A year later, a few days after the Wildcats lost the A-League final, Lilley was told that Hershey Entertainment and Resorts would no longer fund the team. The Wildcats went from league runner-ups to a defunct team in a matter of days.
“It was really, really disappointing and frustrating,” Lilley recalled.
The Harrisburg City Islanders would bring pro outdoor soccer back to the region in 2004 and had a similar track record of success before the team was put on hiatus two seasons ago. The legacy of soccer in central Pennsylvania that dates back to a Harrisburg Heat indoor team Lilley, Pulisic, former City Islanders head coach Bill Becher all played for remains with the continued impact players from that region of the state have had on the game.
The Olympic qualifying tournament in Hershey remains as a historical marker of that fact.

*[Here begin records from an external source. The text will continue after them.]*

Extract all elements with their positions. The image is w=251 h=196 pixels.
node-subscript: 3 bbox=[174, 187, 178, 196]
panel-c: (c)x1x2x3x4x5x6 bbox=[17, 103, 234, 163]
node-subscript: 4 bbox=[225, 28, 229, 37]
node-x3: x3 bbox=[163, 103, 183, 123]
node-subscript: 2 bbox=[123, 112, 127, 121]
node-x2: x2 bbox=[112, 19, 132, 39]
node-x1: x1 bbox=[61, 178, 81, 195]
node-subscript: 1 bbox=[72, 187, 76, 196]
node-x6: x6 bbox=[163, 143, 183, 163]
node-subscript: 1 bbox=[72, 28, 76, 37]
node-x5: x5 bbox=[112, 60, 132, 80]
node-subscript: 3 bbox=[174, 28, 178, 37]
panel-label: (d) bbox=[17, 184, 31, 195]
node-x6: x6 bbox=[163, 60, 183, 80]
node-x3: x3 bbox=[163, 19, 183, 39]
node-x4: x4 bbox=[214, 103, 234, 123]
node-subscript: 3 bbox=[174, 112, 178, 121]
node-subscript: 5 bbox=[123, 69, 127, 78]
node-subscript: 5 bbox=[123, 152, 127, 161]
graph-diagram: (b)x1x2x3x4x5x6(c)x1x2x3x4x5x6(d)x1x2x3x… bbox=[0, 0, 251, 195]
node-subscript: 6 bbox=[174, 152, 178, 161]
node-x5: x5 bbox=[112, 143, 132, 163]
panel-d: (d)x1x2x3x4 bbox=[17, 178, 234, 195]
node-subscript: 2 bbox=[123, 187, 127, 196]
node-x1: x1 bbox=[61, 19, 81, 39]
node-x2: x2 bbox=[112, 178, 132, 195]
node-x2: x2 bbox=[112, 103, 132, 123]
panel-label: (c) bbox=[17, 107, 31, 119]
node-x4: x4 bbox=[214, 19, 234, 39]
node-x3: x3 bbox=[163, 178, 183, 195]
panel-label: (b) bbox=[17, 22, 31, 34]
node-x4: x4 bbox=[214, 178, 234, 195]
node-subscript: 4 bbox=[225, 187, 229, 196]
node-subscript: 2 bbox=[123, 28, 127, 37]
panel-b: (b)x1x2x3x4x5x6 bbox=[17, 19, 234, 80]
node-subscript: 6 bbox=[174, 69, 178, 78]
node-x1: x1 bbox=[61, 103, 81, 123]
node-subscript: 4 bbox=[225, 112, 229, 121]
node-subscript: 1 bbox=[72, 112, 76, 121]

A decade before MLS finally came to town, Hershey was the epicenter of soccer not only in Pennsylvania but in the country, if only for those five nights that saw the U.S. come up short in the final but still qualify for the Olympics, something they’ve done only once since. The team made it to the semifinals in Sydney, falling to Spain in the semifinal.
“That was honestly one of the coolest experiences of my career,” Albright said. “I’d probably put the Olympics at one for me because I didn’t play at the World Cup. The World Cup would be two and qualifying third because of where it was and the amount of family that was able to be at the games.”